A new Web site launched by the U.S. Green Building Council (USGBC) on Wednesday gives students, parents, teachers, school administrators, elected officials and community members a new resource in the effort to ensure a future of green schools for every child within a generation.

“The new site, Build Green Schools (www.buildgreenschools.org), will be a vital tool for the grassroots green schools movement, helping the site’s visitors to promote healthy, nurturing, environmentally friendly schools in their own communities,” noted Rick Fedrizz, President and CEO, U.S. Green Building Council.

Build Green Schools is filled with facts on the benefits and costs of green schools, including the ways green schools foster learning, decrease student and teacher absenteeism from respiratory and other illnesses, reduce energy and water bills, and provide models for teaching the world’s future leaders about sustainability to benefit communities for generations to come. It is complete with profiles of schools that have already gone green, examples of policies governments and school districts have instituted to ensure future schools are green, an extensive list of resources and links, and even a social networking site for visitors to share their experiences, best practices, and creative ideas.

A 2006 study sponsored by the American Federation of Teachers, the American Institute of Architects, the American Lung Association, the Federation of American Scientists and USGBC found that building green would save an average school $100,000 each year in energy costs along – enough to hire two new additional full-time teacher, purchase 5,000 new textbooks, or buy 500 new computers.

Green schools have a superior indoor environment, with clean, fresh air, free of dangerous chemicals from everyday products like carpets, paints and cleaning materials. They make use of as much natural daylight as possible, maximizing students’ ability to concentrate and stay physically and emotionally healthy while at the same time dramatically reducing energy costs and greenhouse gas emissions. On average, green schools use 33% less energy and 32% less water than conventional schools, which would bring the U.S. closer to reducing reliance on imported energy.

Green schools’ better lighting, temperature control, ventilation and indoor air quality contribute to reduced asthma, colds, flu and absenteeism, helping improve learning, test scores and lifetime student earnings. Greening all school construction would also create more than 2,000 new jobs each year from increased use of energy-efficient technologies. And green schools boost morale and improve teacher retention.

The USGBC’s LEED® (Leadership in Energy and Environmental Design) for Schools green rating system provides green-building guidelines and offers third-party verification to ensure schools’ stakeholders that their buildings incorporate the best in science, design and technology to make their schools truly green.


- _ACTIVITY_
Retype all the records below exactly as they are, with no image carried over.

- _INFORMATION_
------------------------------
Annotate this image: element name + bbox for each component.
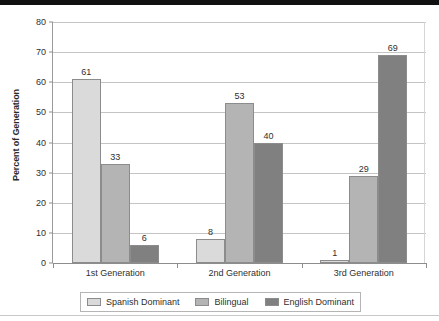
- bar-value-label: 53: [234, 91, 244, 101]
- bar-value-label: 33: [110, 152, 120, 162]
- bar-slot: 8: [196, 22, 225, 263]
- y-tick-label-80: 80: [36, 17, 46, 27]
- bar-slot: 1: [320, 22, 349, 263]
- bar-slot: 33: [101, 22, 130, 263]
- bar-slot: 53: [225, 22, 254, 263]
- bar-group: 85340: [177, 22, 301, 263]
- legend-label: Bilingual: [214, 297, 248, 307]
- plot-right-edge: [424, 22, 425, 263]
- bar[interactable]: [349, 176, 378, 263]
- legend-item[interactable]: Spanish Dominant: [87, 297, 180, 307]
- bar[interactable]: [130, 245, 159, 263]
- bar-slot: 61: [72, 22, 101, 263]
- y-tick-label-60: 60: [36, 77, 46, 87]
- legend-label: Spanish Dominant: [106, 297, 180, 307]
- bar[interactable]: [225, 103, 254, 263]
- bar-value-label: 6: [142, 233, 147, 243]
- bar[interactable]: [72, 79, 101, 263]
- bar-group: 12969: [302, 22, 426, 263]
- y-tick-label-0: 0: [41, 258, 46, 268]
- gridline-0: [53, 263, 426, 264]
- plot-area: 01020304050607080 613368534012969 1st Ge…: [52, 22, 425, 263]
- y-tick-label-10: 10: [36, 228, 46, 238]
- bar-value-label: 61: [81, 67, 91, 77]
- x-axis-separator: [53, 263, 54, 268]
- x-axis-separator: [426, 263, 427, 268]
- x-axis-separator: [177, 263, 178, 268]
- y-tick-label-20: 20: [36, 198, 46, 208]
- x-axis-label: 3rd Generation: [334, 268, 394, 278]
- bar-value-label: 29: [359, 164, 369, 174]
- bar[interactable]: [254, 143, 283, 264]
- bar-value-label: 69: [388, 43, 398, 53]
- y-tick-label-50: 50: [36, 107, 46, 117]
- bar-groups: 613368534012969: [53, 22, 426, 263]
- x-axis-label: 2nd Generation: [208, 268, 270, 278]
- bar-slot: 6: [130, 22, 159, 263]
- legend-swatch-icon: [265, 298, 279, 306]
- chart-legend: Spanish DominantBilingualEnglish Dominan…: [80, 292, 361, 312]
- bar-group: 61336: [53, 22, 177, 263]
- bar-group-bars: 61336: [53, 22, 177, 263]
- x-axis-label: 1st Generation: [86, 268, 145, 278]
- bar-value-label: 40: [263, 131, 273, 141]
- legend-swatch-icon: [87, 298, 101, 306]
- y-tick-label-30: 30: [36, 168, 46, 178]
- bar[interactable]: [378, 55, 407, 263]
- bottom-rule: [0, 315, 439, 316]
- bar-slot: 29: [349, 22, 378, 263]
- x-axis-separator: [302, 263, 303, 268]
- bar[interactable]: [196, 239, 225, 263]
- bar-value-label: 1: [332, 248, 337, 258]
- legend-item[interactable]: Bilingual: [195, 297, 248, 307]
- bar-group-bars: 85340: [177, 22, 301, 263]
- y-axis-title: Percent of Generation: [11, 65, 21, 205]
- bar-slot: 40: [254, 22, 283, 263]
- bar-slot: 69: [378, 22, 407, 263]
- legend-swatch-icon: [195, 298, 209, 306]
- bar-chart-figure: Percent of Generation 01020304050607080 …: [0, 5, 439, 315]
- bar[interactable]: [320, 260, 349, 263]
- bar[interactable]: [101, 164, 130, 263]
- bar-group-bars: 12969: [302, 22, 426, 263]
- bar-value-label: 8: [208, 227, 213, 237]
- legend-item[interactable]: English Dominant: [265, 297, 355, 307]
- y-tick-label-40: 40: [36, 138, 46, 148]
- legend-label: English Dominant: [284, 297, 355, 307]
- y-tick-label-70: 70: [36, 47, 46, 57]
------------------------------
- _TASK ANSWER_
Annotate this image: element name + bbox for each component.
- bar-value-label: 53: [234, 91, 244, 101]
- bar-value-label: 33: [110, 152, 120, 162]
- bar-slot: 8: [196, 22, 225, 263]
- y-tick-label-80: 80: [36, 17, 46, 27]
- bar-slot: 1: [320, 22, 349, 263]
- bar-slot: 33: [101, 22, 130, 263]
- bar-slot: 53: [225, 22, 254, 263]
- bar-group: 85340: [177, 22, 301, 263]
- legend-label: Bilingual: [214, 297, 248, 307]
- plot-right-edge: [424, 22, 425, 263]
- bar[interactable]: [349, 176, 378, 263]
- legend-item[interactable]: Spanish Dominant: [87, 297, 180, 307]
- bar[interactable]: [130, 245, 159, 263]
- bar-slot: 61: [72, 22, 101, 263]
- y-tick-label-60: 60: [36, 77, 46, 87]
- legend-label: Spanish Dominant: [106, 297, 180, 307]
- bar[interactable]: [225, 103, 254, 263]
- bar-value-label: 6: [142, 233, 147, 243]
- bar[interactable]: [72, 79, 101, 263]
- bar-group: 12969: [302, 22, 426, 263]
- y-tick-label-0: 0: [41, 258, 46, 268]
- gridline-0: [53, 263, 426, 264]
- plot-area: 01020304050607080 613368534012969 1st Ge…: [52, 22, 425, 263]
- y-tick-label-10: 10: [36, 228, 46, 238]
- bar-value-label: 61: [81, 67, 91, 77]
- x-axis-separator: [53, 263, 54, 268]
- x-axis-separator: [426, 263, 427, 268]
- x-axis-separator: [177, 263, 178, 268]
- y-tick-label-20: 20: [36, 198, 46, 208]
- x-axis-label: 3rd Generation: [334, 268, 394, 278]
- bar-value-label: 29: [359, 164, 369, 174]
- bar[interactable]: [254, 143, 283, 264]
- bar-value-label: 69: [388, 43, 398, 53]
- y-tick-label-50: 50: [36, 107, 46, 117]
- bar-groups: 613368534012969: [53, 22, 426, 263]
- x-axis-label: 2nd Generation: [208, 268, 270, 278]
- bar-slot: 6: [130, 22, 159, 263]
- legend-swatch-icon: [265, 298, 279, 306]
- chart-legend: Spanish DominantBilingualEnglish Dominan…: [80, 292, 361, 312]
- bar-group: 61336: [53, 22, 177, 263]
- bar-group-bars: 61336: [53, 22, 177, 263]
- x-axis-label: 1st Generation: [86, 268, 145, 278]
- bar-value-label: 40: [263, 131, 273, 141]
- legend-swatch-icon: [87, 298, 101, 306]
- y-tick-label-30: 30: [36, 168, 46, 178]
- bar[interactable]: [378, 55, 407, 263]
- bottom-rule: [0, 315, 439, 316]
- bar-slot: 29: [349, 22, 378, 263]
- x-axis-separator: [302, 263, 303, 268]
- bar[interactable]: [196, 239, 225, 263]
- bar-value-label: 1: [332, 248, 337, 258]
- legend-item[interactable]: Bilingual: [195, 297, 248, 307]
- bar-group-bars: 85340: [177, 22, 301, 263]
- y-axis-title: Percent of Generation: [11, 65, 21, 205]
- bar-slot: 40: [254, 22, 283, 263]
- bar-slot: 69: [378, 22, 407, 263]
- legend-swatch-icon: [195, 298, 209, 306]
- bar-chart-figure: Percent of Generation 01020304050607080 …: [0, 5, 439, 315]
- bar[interactable]: [320, 260, 349, 263]
- bar[interactable]: [101, 164, 130, 263]
- bar-group-bars: 12969: [302, 22, 426, 263]
- bar-value-label: 8: [208, 227, 213, 237]
- legend-item[interactable]: English Dominant: [265, 297, 355, 307]
- y-tick-label-40: 40: [36, 138, 46, 148]
- legend-label: English Dominant: [284, 297, 355, 307]
- y-tick-label-70: 70: [36, 47, 46, 57]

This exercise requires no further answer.